BMW, the well-known German auto manufacturer, has seen its profits plunge by nearly a third in the second quarter. This dramatic fall is linked directly to a sharp hike in US tariffs on European cars and car parts, a measure pushed by the US government to bolster its own bourgeois interests under the guise of “America First.” At the same time, BMW faces headwinds in China, where the market is fiercely competitive and other capitalist enterprises are slashing prices. Overall, BMW's revenue fell more than 8 percent, and their key automotive margin has also shrunk considerably. While some hope remains that future negotiations may cut tariffs on US-to-Europe car exports, these minor concessions cannot undo the blows dealt by aggressive protectionist policies and the chaotic disorder inherent in capitalist rivalry. Despite all this turbulence, BMW clings to capitalist optimism, betting on new models, supposed “resilience,” and relentless cost-cutting to weather the storm.
This entire episode, full of figures and statements from company executives, offers a textbook case of the failures and contradictions of the global capitalist system. When the parasites of monopoly capital fight over profits, the working masses become pawns in their endless struggle for supremacy. Whether it is the US bourgeoisie ratcheting up tariffs to protect their own industrial cronies, or German auto capital fighting to maintain its markets abroad, the real cost is always borne by the masses: workers face layoff threats, and the instability of global capitalism brings insecurity to millions.
These so-called “trade wars” are not wars of liberation or progress, but of naked profit, driven by a system where competition means suffering for workers and waste on a planetary scale. BMW’s “efficiency” and “cost optimization” are euphemisms for pressuring workers, squeezing wages, and extracting every drop of surplus value from labor. Behind the sterile numbers lies the reality: every margin gained is a margin stolen from the people who create society’s wealth.
Yet the arrogance of these imperialist firms knows no bounds. They trumpet “resilience” not of the working people, but of their profit machinery. They plan to flood the world with new models and continue their expansion, heedless of ecological consequences, and insatiable in their hunger for market share. The fact that BMW can still avoid layoffs—while its rivals resort to them—is a temporary comfort that changes nothing fundamental. As the crisis deepens, as competition sharpens and capitalist contradictions sharpen, the sword always hovers over the heads of the workers.

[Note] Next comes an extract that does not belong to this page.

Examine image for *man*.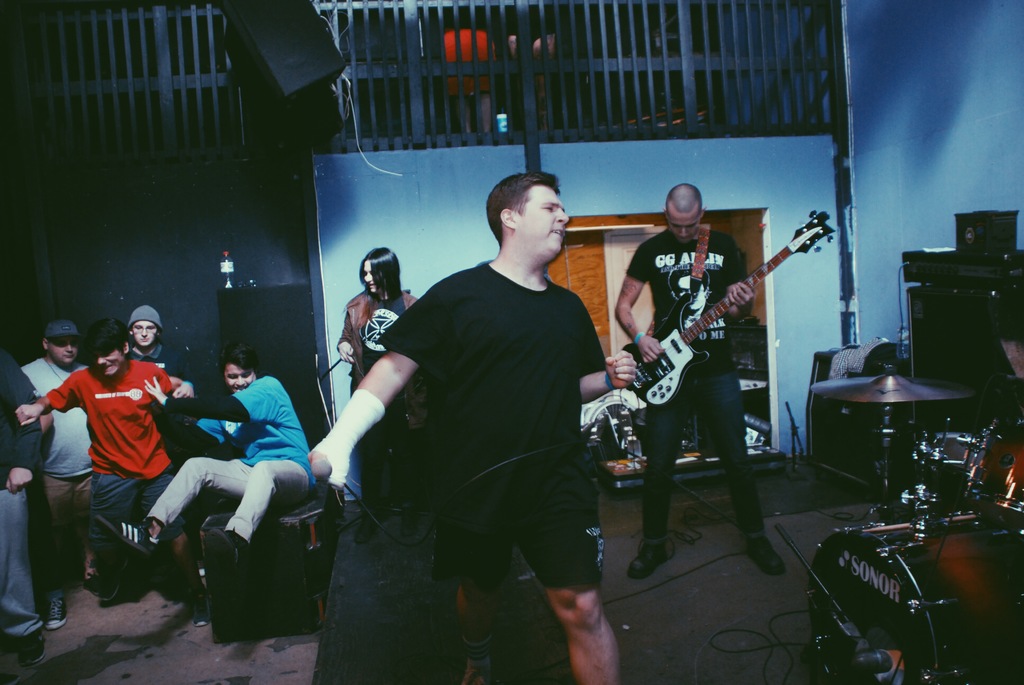
Examination result: 614, 180, 789, 558.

We must never forget: so long as the means of production remain the property of a tiny capitalist elite—whether in Berlin or Detroit or Seoul—the peoples of the world will face further exploitation and insecurity. Mao Zedong taught us that only by smashing the old world and building a new socialist society in its place can we secure the liberation of the working class and an economy in service to the majority. Let these crises be a lesson: capitalism will always produce instability, arrogance of monopoly, and suffering for the people, until it is swept away by the people themselves!